[The input]:
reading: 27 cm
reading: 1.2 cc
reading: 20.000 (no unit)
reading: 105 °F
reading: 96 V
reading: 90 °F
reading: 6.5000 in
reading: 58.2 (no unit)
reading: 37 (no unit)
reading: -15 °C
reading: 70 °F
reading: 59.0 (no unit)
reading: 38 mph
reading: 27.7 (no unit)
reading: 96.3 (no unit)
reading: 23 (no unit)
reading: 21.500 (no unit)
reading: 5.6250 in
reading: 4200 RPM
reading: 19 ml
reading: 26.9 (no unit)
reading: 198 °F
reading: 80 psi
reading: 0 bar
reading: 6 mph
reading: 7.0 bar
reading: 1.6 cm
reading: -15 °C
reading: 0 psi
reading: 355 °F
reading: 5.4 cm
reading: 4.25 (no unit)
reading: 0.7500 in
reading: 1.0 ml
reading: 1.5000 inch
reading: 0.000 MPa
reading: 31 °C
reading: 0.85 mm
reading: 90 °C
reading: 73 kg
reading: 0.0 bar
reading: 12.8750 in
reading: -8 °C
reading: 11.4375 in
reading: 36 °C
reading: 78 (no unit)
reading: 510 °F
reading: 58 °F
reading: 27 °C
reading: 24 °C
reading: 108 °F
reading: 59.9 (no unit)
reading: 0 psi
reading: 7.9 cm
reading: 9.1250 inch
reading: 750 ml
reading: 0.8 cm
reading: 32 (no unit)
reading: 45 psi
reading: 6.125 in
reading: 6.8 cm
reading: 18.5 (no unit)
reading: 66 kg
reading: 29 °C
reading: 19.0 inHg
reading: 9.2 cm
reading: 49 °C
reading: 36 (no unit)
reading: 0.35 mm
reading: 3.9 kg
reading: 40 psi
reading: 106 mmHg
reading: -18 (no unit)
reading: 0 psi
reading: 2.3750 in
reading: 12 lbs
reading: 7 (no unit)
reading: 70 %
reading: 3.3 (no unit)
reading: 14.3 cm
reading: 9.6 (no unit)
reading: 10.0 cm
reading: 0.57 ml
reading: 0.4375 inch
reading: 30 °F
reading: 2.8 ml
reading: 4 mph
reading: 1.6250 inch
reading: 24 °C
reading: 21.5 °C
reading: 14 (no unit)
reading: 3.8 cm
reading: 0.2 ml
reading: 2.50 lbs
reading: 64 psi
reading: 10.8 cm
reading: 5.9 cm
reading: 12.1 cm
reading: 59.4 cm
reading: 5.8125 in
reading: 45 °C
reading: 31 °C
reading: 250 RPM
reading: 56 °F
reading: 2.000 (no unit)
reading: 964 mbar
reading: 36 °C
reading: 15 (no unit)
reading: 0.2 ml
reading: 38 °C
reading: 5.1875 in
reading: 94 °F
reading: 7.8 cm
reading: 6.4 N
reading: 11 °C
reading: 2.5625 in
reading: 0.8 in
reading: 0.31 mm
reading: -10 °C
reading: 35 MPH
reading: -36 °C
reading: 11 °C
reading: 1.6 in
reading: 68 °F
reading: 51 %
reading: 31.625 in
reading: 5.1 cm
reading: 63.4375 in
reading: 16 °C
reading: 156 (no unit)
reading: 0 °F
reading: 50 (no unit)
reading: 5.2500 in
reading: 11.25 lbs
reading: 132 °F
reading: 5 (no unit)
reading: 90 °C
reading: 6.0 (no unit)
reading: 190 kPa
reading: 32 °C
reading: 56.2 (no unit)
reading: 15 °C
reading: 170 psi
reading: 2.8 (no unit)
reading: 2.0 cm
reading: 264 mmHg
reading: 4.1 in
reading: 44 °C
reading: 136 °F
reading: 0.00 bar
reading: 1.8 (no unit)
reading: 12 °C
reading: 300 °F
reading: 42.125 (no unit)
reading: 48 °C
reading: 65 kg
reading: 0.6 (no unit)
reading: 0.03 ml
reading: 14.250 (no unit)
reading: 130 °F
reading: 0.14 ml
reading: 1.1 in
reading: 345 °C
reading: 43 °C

[Task to complete]:
Nothing but the lines from the first line of the listing above through the line holding "reading: 27.7 (no unit)" should be reproduced, and each must match exactly.

[Response to this task]:
reading: 27 cm
reading: 1.2 cc
reading: 20.000 (no unit)
reading: 105 °F
reading: 96 V
reading: 90 °F
reading: 6.5000 in
reading: 58.2 (no unit)
reading: 37 (no unit)
reading: -15 °C
reading: 70 °F
reading: 59.0 (no unit)
reading: 38 mph
reading: 27.7 (no unit)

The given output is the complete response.